I came across a great article from the New Yorker with an interesting title. In fact, my interest lasted all the way to the end.
Spooked: What do we learn about science from a controversy in physics?
If you get the feeling that science is not as pure of thought and logic as it pretends to be, then you will find some comfort in Adam Gopnik’s approachable review of the deeply hidden controversy surrounding what Albert Einstein called “spooky action at a distance.” Spooky action is the weirdest of all science, and makes telepathy and clairvoyance seem almost banal by comparison.
In my opinion, parts of Gopnik’s none-too-technical article remind me of the quote by Dr. Jason Parker, the protagonist in the science fiction thriller, “Middle Waters“. In a supposed speech to the open-minded Emerald Path Society, Parker said, “There are regions between heaven and Earth where magic seems real and reality blurs with the surreal. It is a place where things move quickly and darkly, be they friend or foe. The hard part for me is knowing the difference between them.”
Gopnik expressed that thought more prosaically by the following: “”Magical” explanations, like spooky action, are constantly being revived and rebuffed, until, at last, they are reinterpreted and accepted. Instead of a neat line between science and magic, then, we see a jumpy, shifting boundary that keeps getting redrawn.”
Gopnik goes on to say, “Real-world demarcations between science and magic … are … made on the move and as much a trap as a teaching aid.”
To be honest, I did leave out Gopnik’s entertaining reference to Bugs Bunny and Yosemite Sam. Again, if you have ever been suspicious of the purity of science, the New Yorker article is well worth the read.
Unlike the concerns of Einstein, Neils Bohr and the rest of the cast of early 20th century physicists, the anxiety of Jason Parker, the fictional hero, is not cosmological; it’s personal. It’s every bit as personal as it is for each of us when we sometimes question our sanity.
Yes, real life can be like that sometimes, when things intrude into our ordered lives, as quickly as a Midwest tornado, but with less fanfare and warning. But every bit as destructive. And it is at those points, those juxtapositions with things radical, unexpected, that we end up questioning our grip on reality.
After all, what could be more unexpected and unreal seeming than the notion that cosmological matter we can’t see, dark matter, could send comets crashing into the Earth, as Gopnik mentioned, and the Harvard theoretical physicist Lisa Randall wrote about in her book Dark Matter and the Dinosaurs.
So, Jason Parker had every reason to be wary of things that move quickly and darkly. They can be a killer.
Sometimes, as in the case of Parker, those internal reflections do end up having a cosmological consequence. But even if they don’t, it’s a good idea to occasionally reexamine our lives for the things which may seem one day to be magical, and the next day to be very real.
In short, the magic should not be dismissed out of hand, because, after all, just like “spooky action at a distance” and “dark matter”, it may not be magic after all.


## [Problem to solve]
Every line of the listing should be repeated exactly.

### Extracted material

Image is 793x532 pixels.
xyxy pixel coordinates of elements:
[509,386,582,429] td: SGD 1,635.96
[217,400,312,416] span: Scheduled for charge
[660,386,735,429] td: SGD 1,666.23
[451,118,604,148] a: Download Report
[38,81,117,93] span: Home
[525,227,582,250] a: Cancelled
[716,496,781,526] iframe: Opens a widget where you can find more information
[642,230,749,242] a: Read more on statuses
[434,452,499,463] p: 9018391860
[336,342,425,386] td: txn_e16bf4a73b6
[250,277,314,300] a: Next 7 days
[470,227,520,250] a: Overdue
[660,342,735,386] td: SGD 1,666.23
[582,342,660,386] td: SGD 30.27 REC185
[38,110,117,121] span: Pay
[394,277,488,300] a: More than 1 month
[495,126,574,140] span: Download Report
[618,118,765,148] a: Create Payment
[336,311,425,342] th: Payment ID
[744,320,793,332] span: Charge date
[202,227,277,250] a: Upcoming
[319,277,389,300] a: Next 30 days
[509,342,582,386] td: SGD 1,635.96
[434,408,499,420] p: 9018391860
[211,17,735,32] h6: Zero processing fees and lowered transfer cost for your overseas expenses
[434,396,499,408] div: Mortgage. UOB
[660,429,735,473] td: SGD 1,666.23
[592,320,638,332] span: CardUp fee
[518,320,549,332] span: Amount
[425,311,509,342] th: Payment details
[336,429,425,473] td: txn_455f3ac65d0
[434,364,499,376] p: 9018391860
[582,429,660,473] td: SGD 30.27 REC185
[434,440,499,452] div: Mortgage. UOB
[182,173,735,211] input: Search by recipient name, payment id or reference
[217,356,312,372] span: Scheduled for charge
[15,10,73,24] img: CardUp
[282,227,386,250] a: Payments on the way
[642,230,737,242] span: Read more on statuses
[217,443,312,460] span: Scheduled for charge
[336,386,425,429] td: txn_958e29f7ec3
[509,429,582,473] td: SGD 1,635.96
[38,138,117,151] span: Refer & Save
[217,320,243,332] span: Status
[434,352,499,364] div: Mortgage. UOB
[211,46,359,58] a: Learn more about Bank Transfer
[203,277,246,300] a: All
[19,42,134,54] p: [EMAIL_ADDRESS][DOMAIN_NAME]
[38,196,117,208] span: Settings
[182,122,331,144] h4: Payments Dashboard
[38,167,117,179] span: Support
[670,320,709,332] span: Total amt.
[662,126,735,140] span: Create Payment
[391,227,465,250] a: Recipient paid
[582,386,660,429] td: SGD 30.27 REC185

######

## [Output for this task]
Image is 793x532 pixels.
xyxy pixel coordinates of elements:
[509,386,582,429] td: SGD 1,635.96
[217,400,312,416] span: Scheduled for charge
[660,386,735,429] td: SGD 1,666.23
[451,118,604,148] a: Download Report
[38,81,117,93] span: Home
[525,227,582,250] a: Cancelled
[716,496,781,526] iframe: Opens a widget where you can find more information
[642,230,749,242] a: Read more on statuses
[434,452,499,463] p: 9018391860
[336,342,425,386] td: txn_e16bf4a73b6
[250,277,314,300] a: Next 7 days
[470,227,520,250] a: Overdue
[660,342,735,386] td: SGD 1,666.23
[582,342,660,386] td: SGD 30.27 REC185
[38,110,117,121] span: Pay
[394,277,488,300] a: More than 1 month
[495,126,574,140] span: Download Report
[618,118,765,148] a: Create Payment
[336,311,425,342] th: Payment ID
[744,320,793,332] span: Charge date
[202,227,277,250] a: Upcoming
[319,277,389,300] a: Next 30 days
[509,342,582,386] td: SGD 1,635.96
[434,408,499,420] p: 9018391860
[211,17,735,32] h6: Zero processing fees and lowered transfer cost for your overseas expenses
[434,396,499,408] div: Mortgage. UOB
[660,429,735,473] td: SGD 1,666.23
[592,320,638,332] span: CardUp fee
[518,320,549,332] span: Amount
[425,311,509,342] th: Payment details
[336,429,425,473] td: txn_455f3ac65d0
[434,364,499,376] p: 9018391860
[582,429,660,473] td: SGD 30.27 REC185
[434,440,499,452] div: Mortgage. UOB
[182,173,735,211] input: Search by recipient name, payment id or reference
[217,356,312,372] span: Scheduled for charge
[15,10,73,24] img: CardUp
[282,227,386,250] a: Payments on the way
[642,230,737,242] span: Read more on statuses
[217,443,312,460] span: Scheduled for charge
[336,386,425,429] td: txn_958e29f7ec3
[509,429,582,473] td: SGD 1,635.96
[38,138,117,151] span: Refer & Save
[217,320,243,332] span: Status
[434,352,499,364] div: Mortgage. UOB
[211,46,359,58] a: Learn more about Bank Transfer
[203,277,246,300] a: All
[19,42,134,54] p: [EMAIL_ADDRESS][DOMAIN_NAME]
[38,196,117,208] span: Settings
[182,122,331,144] h4: Payments Dashboard
[38,167,117,179] span: Support
[670,320,709,332] span: Total amt.
[662,126,735,140] span: Create Payment
[391,227,465,250] a: Recipient paid
[582,386,660,429] td: SGD 30.27 REC185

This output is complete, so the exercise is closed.